Measuring device photo data:
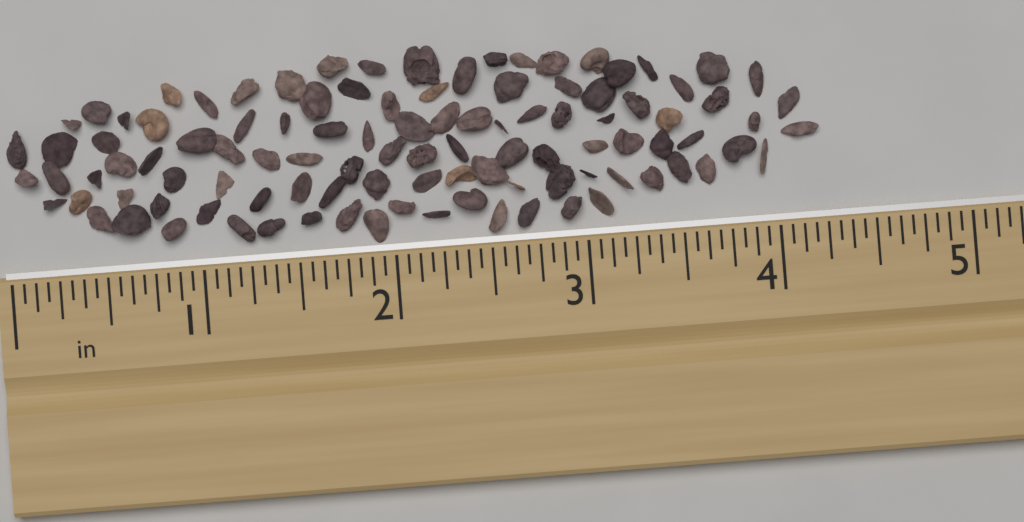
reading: 4.2500 in
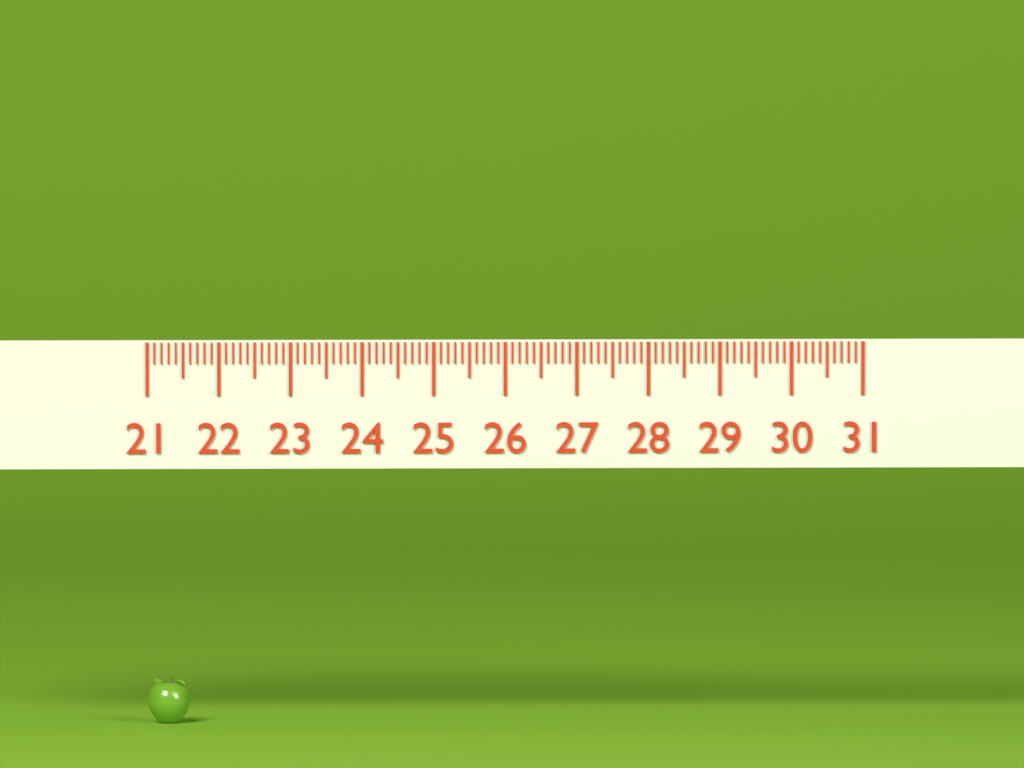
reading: 21.6 (no unit)
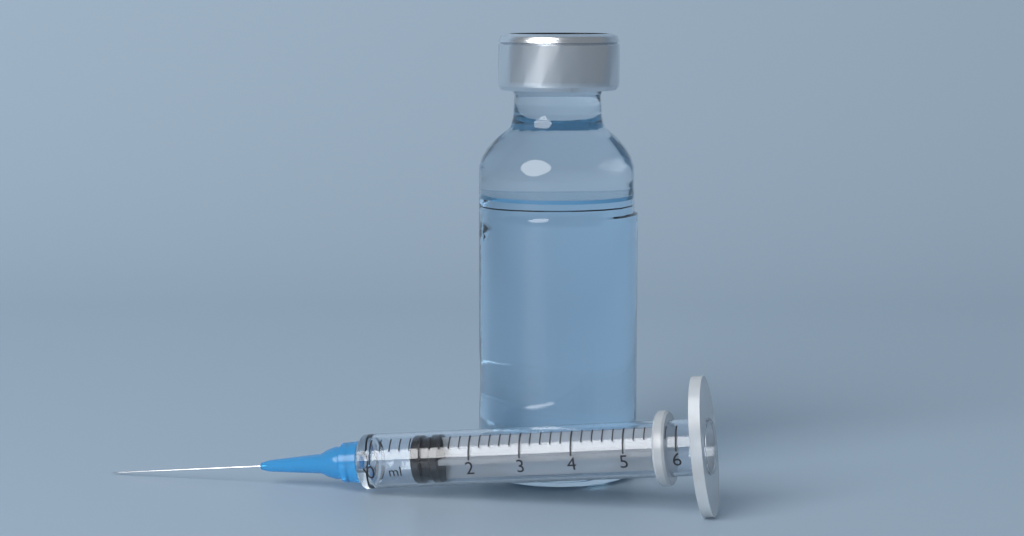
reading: 0.8 ml
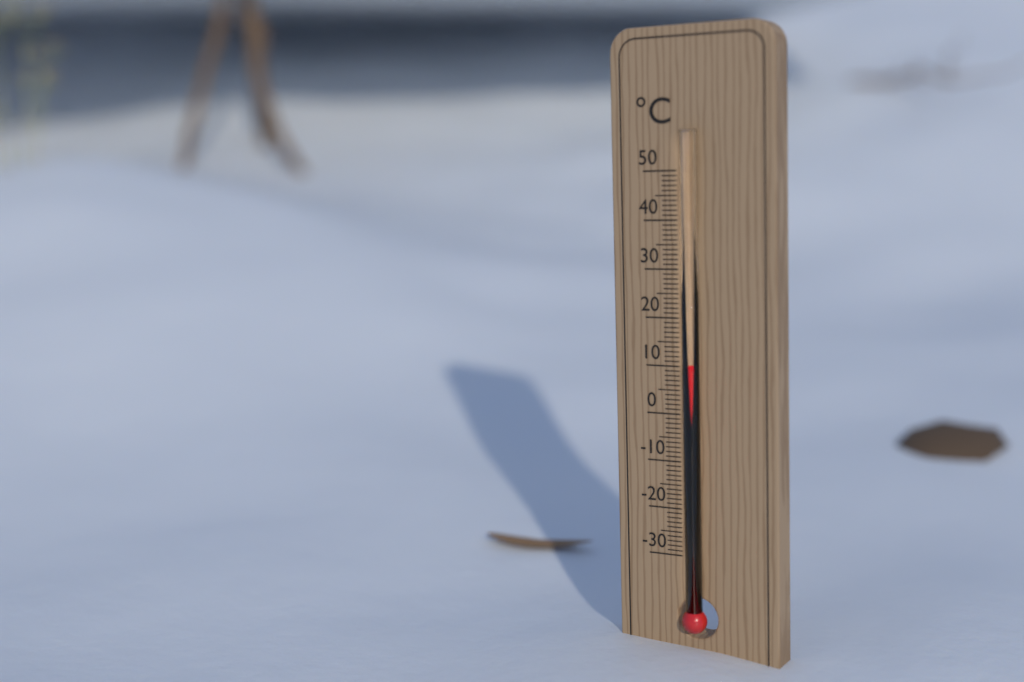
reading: 11 °C
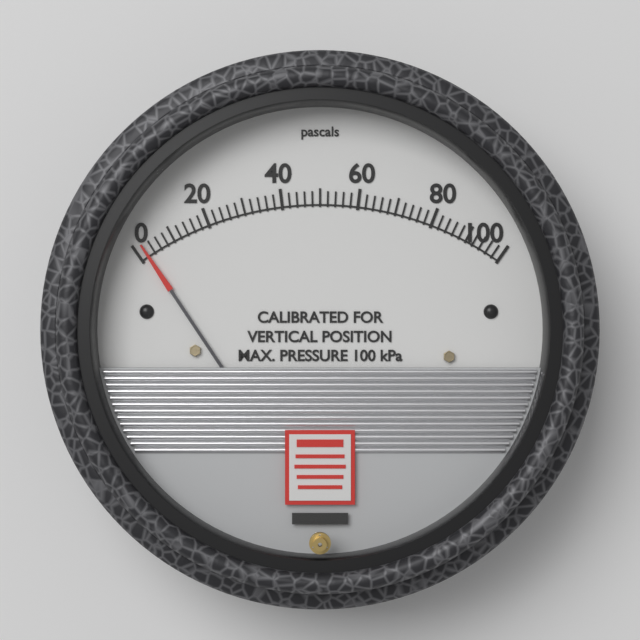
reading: 2 Pa
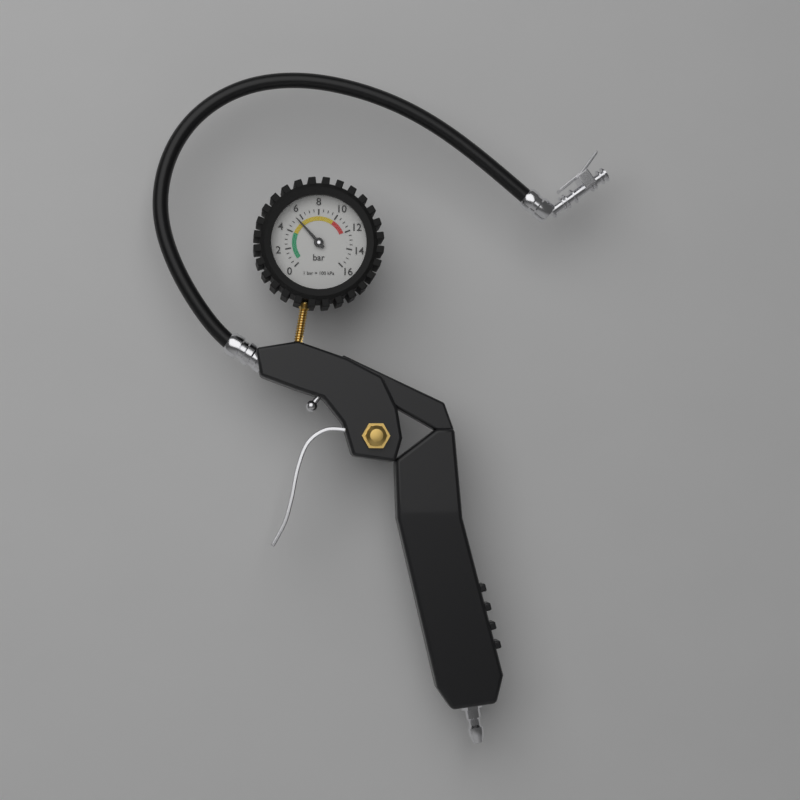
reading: 5.5 bar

WHAT THE TASK ASKS
The records above are to be restated word for word, with every picture left out.

RESULT
reading: 4.2500 in
reading: 21.6 (no unit)
reading: 0.8 ml
reading: 11 °C
reading: 2 Pa
reading: 5.5 bar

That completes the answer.